Why All Businesses Need MFA (Multi‑Factor Authentication)

01.08.26 04:02 PM - By Tricia Timney


Imagine opening a brand-new bottle of orange juice.
Peel off the plastic. Untwist the cap. Pull back the foil cover. 
No one thinks twice about the layers keeping our food products safe. 

Now think about your business. Your accounts should have layers too — and that’s what multi‑factor authentication (MFA) does. But many people still skip it, leaving their orange juice more secure than their data.

Yes, MFA adds one extra step. But that one step can protect your business from major cyberattacks. And today, MFA is easier and smarter than ever.

Why Businesses Need MFA

Cybercriminals Target SMBs
A common SMB breach starts with a reused email password purchased on the dark web. Within minutes, attackers access email, reset banking or payroll passwords, and deploy ransomware—often before anyone notices unusual activity.

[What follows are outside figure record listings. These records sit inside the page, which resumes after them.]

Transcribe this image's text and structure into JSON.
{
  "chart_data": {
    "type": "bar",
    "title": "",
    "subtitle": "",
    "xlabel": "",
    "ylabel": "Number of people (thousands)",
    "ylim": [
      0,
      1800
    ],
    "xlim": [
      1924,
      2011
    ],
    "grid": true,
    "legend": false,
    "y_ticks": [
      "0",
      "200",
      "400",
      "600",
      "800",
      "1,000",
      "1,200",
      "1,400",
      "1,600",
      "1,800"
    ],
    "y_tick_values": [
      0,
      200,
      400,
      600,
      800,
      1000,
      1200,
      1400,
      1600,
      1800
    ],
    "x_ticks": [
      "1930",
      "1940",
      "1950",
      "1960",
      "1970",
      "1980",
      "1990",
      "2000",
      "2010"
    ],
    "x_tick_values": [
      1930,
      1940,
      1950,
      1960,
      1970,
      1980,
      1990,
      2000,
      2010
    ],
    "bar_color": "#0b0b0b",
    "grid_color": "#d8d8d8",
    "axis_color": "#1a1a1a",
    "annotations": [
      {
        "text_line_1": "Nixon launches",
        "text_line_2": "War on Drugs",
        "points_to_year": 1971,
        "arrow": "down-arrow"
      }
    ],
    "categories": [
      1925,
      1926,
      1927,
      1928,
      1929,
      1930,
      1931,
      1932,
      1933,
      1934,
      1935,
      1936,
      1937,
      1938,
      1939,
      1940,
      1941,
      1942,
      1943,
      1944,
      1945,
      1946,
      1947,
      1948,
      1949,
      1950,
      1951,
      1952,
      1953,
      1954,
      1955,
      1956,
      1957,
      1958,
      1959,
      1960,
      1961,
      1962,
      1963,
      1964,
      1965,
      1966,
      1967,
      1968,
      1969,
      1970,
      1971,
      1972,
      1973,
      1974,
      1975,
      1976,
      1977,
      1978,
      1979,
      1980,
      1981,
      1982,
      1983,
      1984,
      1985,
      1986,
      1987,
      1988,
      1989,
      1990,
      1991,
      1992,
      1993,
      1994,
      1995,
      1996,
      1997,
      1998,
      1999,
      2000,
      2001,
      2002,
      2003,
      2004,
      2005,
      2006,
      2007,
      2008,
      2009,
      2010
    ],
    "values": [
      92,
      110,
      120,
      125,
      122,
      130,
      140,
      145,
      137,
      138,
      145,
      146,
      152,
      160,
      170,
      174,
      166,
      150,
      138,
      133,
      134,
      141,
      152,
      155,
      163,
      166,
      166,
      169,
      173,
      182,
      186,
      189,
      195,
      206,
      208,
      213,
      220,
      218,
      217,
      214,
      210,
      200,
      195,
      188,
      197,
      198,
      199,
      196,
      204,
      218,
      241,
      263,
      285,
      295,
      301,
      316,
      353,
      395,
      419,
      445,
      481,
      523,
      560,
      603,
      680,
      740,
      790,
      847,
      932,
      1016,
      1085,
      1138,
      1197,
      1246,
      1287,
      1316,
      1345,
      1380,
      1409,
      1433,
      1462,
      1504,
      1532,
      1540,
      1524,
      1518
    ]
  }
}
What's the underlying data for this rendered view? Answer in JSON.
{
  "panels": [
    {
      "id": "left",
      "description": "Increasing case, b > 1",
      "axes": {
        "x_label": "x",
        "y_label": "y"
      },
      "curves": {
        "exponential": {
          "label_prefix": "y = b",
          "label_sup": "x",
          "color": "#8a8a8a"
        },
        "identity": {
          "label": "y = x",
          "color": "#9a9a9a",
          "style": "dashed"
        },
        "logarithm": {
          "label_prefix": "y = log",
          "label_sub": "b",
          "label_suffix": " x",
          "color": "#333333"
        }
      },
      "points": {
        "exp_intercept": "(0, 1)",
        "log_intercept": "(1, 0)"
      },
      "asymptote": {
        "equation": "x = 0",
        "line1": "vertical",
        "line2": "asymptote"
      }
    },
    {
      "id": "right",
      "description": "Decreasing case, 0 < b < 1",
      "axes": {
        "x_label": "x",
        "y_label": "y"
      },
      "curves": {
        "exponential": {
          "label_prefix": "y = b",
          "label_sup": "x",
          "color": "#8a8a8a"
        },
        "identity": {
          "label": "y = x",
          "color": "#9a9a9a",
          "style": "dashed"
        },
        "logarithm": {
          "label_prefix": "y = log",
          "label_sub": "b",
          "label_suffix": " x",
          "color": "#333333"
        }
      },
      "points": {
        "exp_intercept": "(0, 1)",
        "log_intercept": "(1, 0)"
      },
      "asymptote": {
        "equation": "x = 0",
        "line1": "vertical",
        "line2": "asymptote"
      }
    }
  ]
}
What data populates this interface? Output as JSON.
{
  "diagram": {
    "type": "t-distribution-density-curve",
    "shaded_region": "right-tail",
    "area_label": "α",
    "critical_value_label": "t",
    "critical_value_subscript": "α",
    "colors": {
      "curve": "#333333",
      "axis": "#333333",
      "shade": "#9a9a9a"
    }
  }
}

Small businesses are now prime targets. In 2024, 61% of SMBs experienced a cyberattack, and attackers increasingly look for organizations with limited security budgets and weak login protections.

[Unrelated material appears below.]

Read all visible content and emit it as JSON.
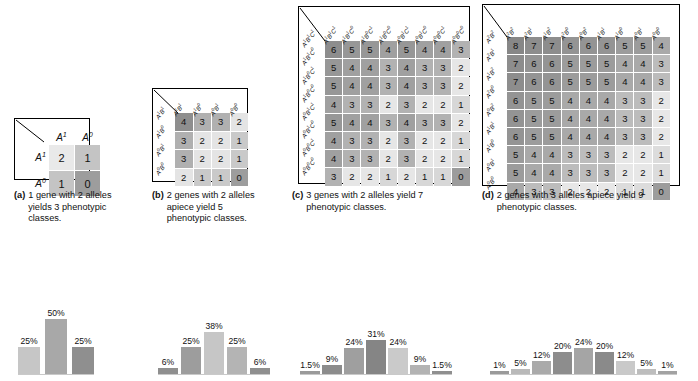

Credential‑based attacks have exploded—stolen credentials accounted for 22% of breaches in 2025, even higher than phishing which accounted for 16% of data breaches

A Password Alone Isn’t Enough
Without MFA, cybercriminals no longer need advanced hacking skills—just stolen passwords. Reports show a 160% increase in compromised credentials in 2025, fueled by AI‑powered tools. Once attackers obtain a password, they simply log in as the user. 

Without MFA, your business is one login away from a breach.

For industries like distribution, HVAC, and manufacturing—where employees access cloud services from multiple locations—MFA dramatically reduces risk without disrupting operations.

3 Key Benefits of MFA

How to Get Started With MFA

1. Assess Your Current Systems

Identify which users need access to each tool (email, POS, Cloud applications, customer data). These are high‑risk login points and should be protected first.

2. Choose an MFA Solution That Fits Your Budget & Tech Stack

App‑based authenticators like Microsoft Authenticator or Google Authenticator are highly trusted tools. Most SMBs can enable MFA directly within platforms they already use, however, not all MFA methods offer the same protection. Text/ SMS-based MFA is better than nothing, but app-based or hardware-based MFA provides significantly stronger resistance to attacks.

3. Train Employees

A short enablement session about why MFA is important and how it is being implemented is important. Training reduces friction and increases adoption.

4. START WITH CRITICAL ACCOUNTS 

We recommend enabling MFA first for M365, email, banking systems, POS and inventory platforms, VPNs and remote access. These are primary attack vectors for SMB breaches.

Is MFA right for your business?

Cybercriminals are evolving faster than ever. Credential theft, phishing, and identity‑based attacks now dominate the cybersecurity landscape—especially for small businesses. MFA is one of the simplest, most effective defenses against unauthorized access, data breaches, and costly downtime.

For SMBs in retail, distribution, HVAC, and manufacturing, the message is clear: your systems, customer data, and business operations are significantly safer with MFA than without it.

Ready to protect your business? Contact Relentless Solutions to get help implementing MFA today.